Obviously the Presidential race will greatly reduce ticket splitting, but given that Rosendale lost this race in 2018 when turnout was higher than 2016, it's a very striking red flag for his chances.

Actually, 2018 turnout was lower than 2016:

YearTotal Votes CastTotal Registered VotersTurnout Percentage
201651690169437074.44%
201850921371184471.53%

Of course, turnout alone can't fully explain election results; Rosendale won in 2016 against a non-incumbent Democratic opponent but lost in 2018 against an incumbent Democratic opponent running for re-election before winning in 2020 against another non-incumbent Democratic opponent. (As I mentioned elsewhere, since 2014 the only Democrats who won statewide elections in MT were those who were running for reelection to their existing offices, and that applied to Bullock in 2016 and Tester in 2018; all other Democratic statewide candidates were running for positions they hadn't yet occupied and were all defeated by their respective Republican opponents.)

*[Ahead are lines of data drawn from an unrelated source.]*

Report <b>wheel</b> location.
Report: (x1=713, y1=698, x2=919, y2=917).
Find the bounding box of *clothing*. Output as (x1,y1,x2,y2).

I was referring to the differential between 2016 Pres and 2018 Sen directly - roughly 7,000 more votes were cast in the latter race than the former. This is incredibly rare and not likely to be replicated, especially with both the Presidential and Senate race on the same ballot. Rosendale looks even weaker when you see that the same dynamic happened in the concurrent 2018 House race yet Gianforte still managed to win.

Entirely possible given the turnout figures you cite that this was due to an abnormally large number of voters blanking the Presidential race in 2016 (this looks likely given that the House race in 2016 saw more votes cast than the Presidential). This is another dynamic not likely to be replicated and if it is somehow, Tester will need the lion's share of Presidential nonvoters.